AccessiBULL Justice - A Podcast of #UBLawResponds

BullShare Episode 6: How Survivors of Domestic Violence and Intimate Partner Violence, and Their Children, are Impacted by COVID-19

March 19, 2021 UBLaw Clinics Season 1 Episode 6
AccessiBULL Justice - A Podcast of #UBLawResponds
BullShare Episode 6: How Survivors of Domestic Violence and Intimate Partner Violence, and Their Children, are Impacted by COVID-19
Show Notes

*Warning* This Podcast may contain subject matters that may be triggering or difficult to hear.  Please note that this episode was recorded in November 2020.

This podcast explores how survivors of Intimate Partner Violence (“IPV”) and Domestic Violence (“DV”), and their children, notably, have been and continue to be impacted by pandemic, and how their safety has been increasingly compromised as a result of social distancing and isolation necessitated by COVID-19.  We explore how prior to the pandemic, the CDC had reported that at least 1 in 7 children had experienced child abuse and/or neglect, while nearly 1,770 children died of abuse and neglect in the U.S., and how those numbers have likely increased significantly throughout the pandemic thus far, and may continue to increase if attention is not brought to the issue.  Our guests help us to better understand the impact child abuse and neglect can have on a child’s health and wellbeing into adulthood, and how exposure to violence has been proven to increase a child’s future risk of injury, violence, victimization, substance abuse, delayed brain development, lower educational attainment, and limited employment.  Families being forced to remain in close quarters for extreme amounts of time has proven socially, financially and psychologically stressful, to adults and children, and this stress has seeped into familial relationships, creating a second pandemic of dangerous and increasingly frequent family violence.  Our guests explain how survivors’ ability to access meaningful help is limited, as is a child’s ability to do so, given that schools are largely closed, and teachers and school counselors cannot easily access them.  Our guests suggest ways in which we, as a community, can identify survivors and/or children who may need help and provide meaningful and effective resources to them. 

Guests:

Hon. Mary G. Carney – Erie County Family Court Judge, Member of the New York State Bar Association, Women Lawyers of Western New York and the Womens Bar Association of Western New York

Cameron Balon – Training specialist at Crisis Services Erie County and manager of Volunteer Advocates at Crisis Services


Hosts:

Peter Farrugia, JD Candidate at University at Buffalo School of Law, and Health Law & Policy and Healthcare Management MBA Candidate

Lindsay Lougen, JD Candidate at University at Buffalo School of Law with a Concentration in Family Law Studies


 DISCLAIMER: The information in this podcast episode “episode” is provided for general informational purposes only and may not reflect the current law in your jurisdiction. By listening to our episode, you understand that there is no attorney client relationship between you and the University at Buffalo School of Law’s Clinical Legal Education attorneys and podcast publisher. No information contained in this episode should be construed as legal advice from University at Buffalo School of Law’s Clinical Legal Education and/or the individual author, hosts, or guests, nor is it intended to be a substitute for legal counsel on any subject matter. No listener of this episode should act or refrain from acting on the basis of any information included in, or accessible through, this episode without seeking the appropriate legal or other professional advice on the particular facts and circumstances at issue from a lawyer licensed in the recipient’s state, country or other appropriate licensing jurisdiction.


■ Your instructions
Search the material for the word "effectivePeriod" and report each line where it turns up.

+++

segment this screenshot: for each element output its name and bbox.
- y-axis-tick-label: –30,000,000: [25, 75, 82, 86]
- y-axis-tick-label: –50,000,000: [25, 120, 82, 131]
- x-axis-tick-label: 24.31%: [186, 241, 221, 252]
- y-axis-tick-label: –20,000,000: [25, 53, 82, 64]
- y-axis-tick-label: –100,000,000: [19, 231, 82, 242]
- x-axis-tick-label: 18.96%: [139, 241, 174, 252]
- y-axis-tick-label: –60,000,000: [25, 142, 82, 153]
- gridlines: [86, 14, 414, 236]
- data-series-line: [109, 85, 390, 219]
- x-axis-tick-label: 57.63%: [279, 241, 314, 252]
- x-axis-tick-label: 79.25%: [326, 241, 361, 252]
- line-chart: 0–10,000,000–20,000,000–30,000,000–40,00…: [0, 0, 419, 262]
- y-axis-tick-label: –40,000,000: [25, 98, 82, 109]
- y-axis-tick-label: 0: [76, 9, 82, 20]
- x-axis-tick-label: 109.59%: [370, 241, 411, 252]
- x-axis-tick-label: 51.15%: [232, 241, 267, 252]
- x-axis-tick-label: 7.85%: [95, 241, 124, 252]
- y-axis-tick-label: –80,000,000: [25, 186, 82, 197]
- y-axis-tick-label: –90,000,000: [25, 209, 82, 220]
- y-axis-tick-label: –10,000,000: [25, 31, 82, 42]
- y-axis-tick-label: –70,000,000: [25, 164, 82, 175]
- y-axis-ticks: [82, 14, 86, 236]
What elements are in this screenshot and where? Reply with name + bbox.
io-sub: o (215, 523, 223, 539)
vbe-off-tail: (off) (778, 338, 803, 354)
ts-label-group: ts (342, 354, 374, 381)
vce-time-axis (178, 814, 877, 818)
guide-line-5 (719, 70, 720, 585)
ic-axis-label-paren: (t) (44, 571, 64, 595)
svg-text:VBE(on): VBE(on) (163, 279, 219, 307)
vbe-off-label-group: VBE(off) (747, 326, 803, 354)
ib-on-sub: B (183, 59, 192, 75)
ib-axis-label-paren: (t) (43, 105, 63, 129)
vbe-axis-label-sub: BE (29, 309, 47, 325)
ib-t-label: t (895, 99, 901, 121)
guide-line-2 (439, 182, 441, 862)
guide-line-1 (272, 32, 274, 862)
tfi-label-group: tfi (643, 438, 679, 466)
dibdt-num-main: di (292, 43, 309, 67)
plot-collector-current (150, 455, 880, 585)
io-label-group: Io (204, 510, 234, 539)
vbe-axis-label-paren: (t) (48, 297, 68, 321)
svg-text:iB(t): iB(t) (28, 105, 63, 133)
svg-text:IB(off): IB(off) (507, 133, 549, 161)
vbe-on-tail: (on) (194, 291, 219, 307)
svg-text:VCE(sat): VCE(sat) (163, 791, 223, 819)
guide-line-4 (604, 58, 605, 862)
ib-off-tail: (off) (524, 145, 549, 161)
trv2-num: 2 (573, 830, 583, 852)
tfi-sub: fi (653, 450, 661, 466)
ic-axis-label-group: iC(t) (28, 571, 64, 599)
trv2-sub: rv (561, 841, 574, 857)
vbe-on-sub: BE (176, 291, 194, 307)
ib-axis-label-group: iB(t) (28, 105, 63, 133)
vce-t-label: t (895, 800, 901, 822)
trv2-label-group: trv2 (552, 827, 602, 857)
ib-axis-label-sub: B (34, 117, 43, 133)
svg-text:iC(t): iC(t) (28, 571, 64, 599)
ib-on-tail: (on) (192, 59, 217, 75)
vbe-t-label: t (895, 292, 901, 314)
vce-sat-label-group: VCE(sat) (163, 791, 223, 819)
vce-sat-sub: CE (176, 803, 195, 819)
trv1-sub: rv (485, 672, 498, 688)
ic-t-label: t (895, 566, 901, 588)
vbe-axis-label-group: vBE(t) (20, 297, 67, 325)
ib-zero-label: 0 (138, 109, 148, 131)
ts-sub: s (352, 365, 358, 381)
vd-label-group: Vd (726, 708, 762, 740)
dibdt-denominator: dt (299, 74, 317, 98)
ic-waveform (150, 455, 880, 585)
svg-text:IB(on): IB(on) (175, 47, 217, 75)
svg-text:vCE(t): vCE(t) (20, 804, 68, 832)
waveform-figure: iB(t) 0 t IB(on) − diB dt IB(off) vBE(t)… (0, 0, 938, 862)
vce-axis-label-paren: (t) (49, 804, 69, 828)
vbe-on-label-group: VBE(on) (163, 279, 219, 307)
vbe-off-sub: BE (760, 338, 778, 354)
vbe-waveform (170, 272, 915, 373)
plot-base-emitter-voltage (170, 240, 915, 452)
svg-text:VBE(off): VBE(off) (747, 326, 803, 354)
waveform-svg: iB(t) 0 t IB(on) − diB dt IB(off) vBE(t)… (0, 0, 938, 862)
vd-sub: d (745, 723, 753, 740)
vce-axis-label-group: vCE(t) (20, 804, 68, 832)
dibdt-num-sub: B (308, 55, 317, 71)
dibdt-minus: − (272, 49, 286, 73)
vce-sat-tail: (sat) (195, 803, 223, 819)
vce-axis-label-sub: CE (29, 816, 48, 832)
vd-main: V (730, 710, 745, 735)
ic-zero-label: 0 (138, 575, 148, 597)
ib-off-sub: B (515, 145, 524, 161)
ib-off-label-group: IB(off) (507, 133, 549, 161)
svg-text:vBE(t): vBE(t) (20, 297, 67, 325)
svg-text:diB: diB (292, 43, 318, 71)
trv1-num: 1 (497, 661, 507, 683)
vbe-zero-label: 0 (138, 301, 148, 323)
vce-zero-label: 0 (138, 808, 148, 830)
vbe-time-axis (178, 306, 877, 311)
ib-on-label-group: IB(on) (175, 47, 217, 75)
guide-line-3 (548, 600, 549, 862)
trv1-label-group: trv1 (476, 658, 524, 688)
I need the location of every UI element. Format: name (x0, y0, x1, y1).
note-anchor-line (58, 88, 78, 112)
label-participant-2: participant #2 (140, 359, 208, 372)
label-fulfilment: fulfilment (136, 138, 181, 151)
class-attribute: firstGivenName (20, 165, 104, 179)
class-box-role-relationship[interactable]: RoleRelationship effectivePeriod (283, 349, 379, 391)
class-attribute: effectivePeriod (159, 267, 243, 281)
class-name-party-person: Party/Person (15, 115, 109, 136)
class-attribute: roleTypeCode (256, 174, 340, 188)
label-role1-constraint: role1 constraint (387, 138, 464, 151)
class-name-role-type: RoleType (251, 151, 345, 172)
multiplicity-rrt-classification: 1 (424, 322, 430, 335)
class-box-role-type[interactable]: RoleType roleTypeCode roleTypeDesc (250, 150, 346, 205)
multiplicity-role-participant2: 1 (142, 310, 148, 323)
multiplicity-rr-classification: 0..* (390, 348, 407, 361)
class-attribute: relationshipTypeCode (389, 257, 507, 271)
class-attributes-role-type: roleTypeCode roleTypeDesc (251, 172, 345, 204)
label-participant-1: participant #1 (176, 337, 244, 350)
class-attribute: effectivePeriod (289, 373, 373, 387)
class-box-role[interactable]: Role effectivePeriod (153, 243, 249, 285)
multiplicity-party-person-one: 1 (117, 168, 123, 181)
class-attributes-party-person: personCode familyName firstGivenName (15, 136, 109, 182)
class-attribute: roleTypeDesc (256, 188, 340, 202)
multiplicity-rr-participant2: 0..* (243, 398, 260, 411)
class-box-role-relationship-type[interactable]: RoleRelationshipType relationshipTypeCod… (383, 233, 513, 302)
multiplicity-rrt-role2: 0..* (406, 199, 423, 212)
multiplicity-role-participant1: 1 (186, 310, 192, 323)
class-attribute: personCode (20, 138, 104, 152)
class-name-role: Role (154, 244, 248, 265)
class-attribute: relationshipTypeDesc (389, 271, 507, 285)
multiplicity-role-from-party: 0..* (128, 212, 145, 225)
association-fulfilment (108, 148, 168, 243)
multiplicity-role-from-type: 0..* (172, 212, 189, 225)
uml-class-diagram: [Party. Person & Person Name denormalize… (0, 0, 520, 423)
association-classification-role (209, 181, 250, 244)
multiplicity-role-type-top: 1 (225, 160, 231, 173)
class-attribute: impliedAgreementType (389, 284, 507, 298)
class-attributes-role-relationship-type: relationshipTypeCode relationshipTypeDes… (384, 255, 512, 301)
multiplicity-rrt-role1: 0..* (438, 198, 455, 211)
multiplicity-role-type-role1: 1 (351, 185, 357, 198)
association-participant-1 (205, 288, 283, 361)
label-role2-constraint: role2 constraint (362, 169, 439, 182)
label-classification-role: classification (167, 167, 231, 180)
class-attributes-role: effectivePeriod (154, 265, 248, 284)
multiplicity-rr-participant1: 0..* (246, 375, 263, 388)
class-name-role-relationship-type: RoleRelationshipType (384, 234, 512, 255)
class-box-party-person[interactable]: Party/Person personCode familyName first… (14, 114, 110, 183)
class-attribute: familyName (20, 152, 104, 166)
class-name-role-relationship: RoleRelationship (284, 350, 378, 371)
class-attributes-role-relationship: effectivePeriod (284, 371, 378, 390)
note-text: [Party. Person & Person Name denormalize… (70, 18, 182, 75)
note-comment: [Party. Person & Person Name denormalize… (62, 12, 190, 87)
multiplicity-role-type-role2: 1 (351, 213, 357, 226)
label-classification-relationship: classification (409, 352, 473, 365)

+++

■ Task solution
class-box-role-relationship[interactable]: RoleRelationship effectivePeriod (283, 349, 379, 391)
class-attribute: effectivePeriod (159, 267, 243, 281)
class-attribute: effectivePeriod (289, 373, 373, 387)
class-box-role[interactable]: Role effectivePeriod (153, 243, 249, 285)
class-attributes-role: effectivePeriod (154, 265, 248, 284)
class-attributes-role-relationship: effectivePeriod (284, 371, 378, 390)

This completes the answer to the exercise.